Armed with this understanding of jobs, pains and gains — the customer side of the proposition — teams can be super-focused on the set of benefits, and with that features and experiences that speak to their customer’s jobs. This is essentially the fundamentals of any human-centred design process, or what has in more recent years been referred to as Product Design.
As well as being able to see a line through the experiences, flows and features that seek to address those jobs, teams can also use this definition of value to determine what not to build. What is out of scope or considered superfluous to what should be part of the core value set of the product? It should serve as an anchor for any prioritisation discussions and in helping escaping the trap of feature bloat — where more rarely equals better.
The folks at Mural are strong advocates of JTBD and have written in detail about their practical application of the framework and how they have aligned and integrated jobs as part of their product development practices. Do also check out Jim Kalbach’s latest book, The Jobs to be Done Playbook, for more practical advice.
3. Jobs as a language for alignment
Job-thinking is more than an approach to product development. It also serves as a single source of truth for how we design, build, market and sell our products. Remember, the Job-to-be-Done (JTBD) is the reason for why someone would buy your product. As such, logic would suggest that any decisions we make and the language we use should ideally orientate around those jobs.
The value we create through the products we design and build should support the same set of benefits we present and position in our marketing materials. Similarly, the benefits our products offer and the goals they enable should marry up with those of prospective customers during early sales discussions. Jobs should help transcend the natural boundaries of any organisational structure.
If for example ‘standardisation’ emerged as a key benefit of your product, where it supports a job of consistency amongst teams and team members, then it follows that the capabilities and features we build should enable this outcome. Similarly, this key benefit (standardisation) is something we’d expect to see highlighted in any associated marketing materials and featured by sales folks when demoing the product.

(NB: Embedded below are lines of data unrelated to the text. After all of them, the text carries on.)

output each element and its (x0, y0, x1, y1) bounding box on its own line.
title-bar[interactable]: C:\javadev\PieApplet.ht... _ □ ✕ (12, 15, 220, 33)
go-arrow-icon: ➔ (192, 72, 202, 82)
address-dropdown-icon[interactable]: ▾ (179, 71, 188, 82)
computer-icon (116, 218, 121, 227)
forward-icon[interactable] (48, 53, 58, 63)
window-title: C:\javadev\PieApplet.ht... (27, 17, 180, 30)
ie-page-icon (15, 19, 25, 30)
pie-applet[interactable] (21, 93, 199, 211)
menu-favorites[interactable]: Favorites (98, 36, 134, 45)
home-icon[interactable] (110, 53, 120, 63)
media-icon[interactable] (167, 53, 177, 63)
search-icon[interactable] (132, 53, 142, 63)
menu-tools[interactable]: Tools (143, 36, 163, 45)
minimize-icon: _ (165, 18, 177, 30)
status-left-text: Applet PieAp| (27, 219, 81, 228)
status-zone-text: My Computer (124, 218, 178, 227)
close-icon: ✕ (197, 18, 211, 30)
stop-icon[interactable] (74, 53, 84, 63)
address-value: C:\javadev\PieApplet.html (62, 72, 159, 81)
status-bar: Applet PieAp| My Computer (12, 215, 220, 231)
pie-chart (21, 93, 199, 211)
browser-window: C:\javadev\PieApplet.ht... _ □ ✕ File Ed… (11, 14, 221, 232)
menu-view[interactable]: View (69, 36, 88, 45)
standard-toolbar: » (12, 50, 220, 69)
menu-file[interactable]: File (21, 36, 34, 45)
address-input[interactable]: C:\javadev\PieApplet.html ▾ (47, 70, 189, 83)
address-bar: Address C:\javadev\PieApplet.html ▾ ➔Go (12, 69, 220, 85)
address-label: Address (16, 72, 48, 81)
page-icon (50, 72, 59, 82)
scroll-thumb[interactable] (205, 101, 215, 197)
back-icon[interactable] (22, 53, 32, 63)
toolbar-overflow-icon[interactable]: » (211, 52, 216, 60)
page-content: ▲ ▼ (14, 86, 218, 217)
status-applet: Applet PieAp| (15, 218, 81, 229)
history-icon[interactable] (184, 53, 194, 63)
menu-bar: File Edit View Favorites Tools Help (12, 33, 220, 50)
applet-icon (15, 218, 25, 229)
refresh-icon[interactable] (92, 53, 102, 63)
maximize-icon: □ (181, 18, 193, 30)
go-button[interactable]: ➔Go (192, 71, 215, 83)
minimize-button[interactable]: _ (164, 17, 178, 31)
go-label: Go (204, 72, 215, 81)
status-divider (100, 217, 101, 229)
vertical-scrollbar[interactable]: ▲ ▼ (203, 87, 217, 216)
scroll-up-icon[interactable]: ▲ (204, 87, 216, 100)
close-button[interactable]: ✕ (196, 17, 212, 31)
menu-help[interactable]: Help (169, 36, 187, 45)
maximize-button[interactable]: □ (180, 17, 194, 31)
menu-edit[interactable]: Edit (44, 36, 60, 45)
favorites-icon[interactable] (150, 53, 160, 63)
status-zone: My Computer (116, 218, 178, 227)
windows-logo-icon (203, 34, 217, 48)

Looping back to our Uber example for a second, you can see from some of the early marketing materials how the key benefits from their proposition (speed, convenience, reliability and safety), surface in their messaging and map very nicely across to the key capabilities/functionality of the Uber app.
It might sound obvious, but without this alignment around both the language (how we describe and sell the benefits) and the value users can derive from the product (how they realise those benefits), we’ll start to see and experience some degree of drift.
Either what we sell and how we communicate that value differs to what the product actually delivers to those customers — the promise is greater than the offering itself. Or, we end up emphasising a set of benefits that don’t resonate or connect with our target audience — the promise is misaligned, or out of step with the offering.
In either case, the job of Jobs-to-be-Done here is to bring about that alignment, across teams, departments and various collateral. There is consistency in how we describe what the customer is trying to achieve, their resulting needs and the benefits our products should offer. Why someone might buy and the outcomes we’re looking to enable for those customers should echo throughout the organisation.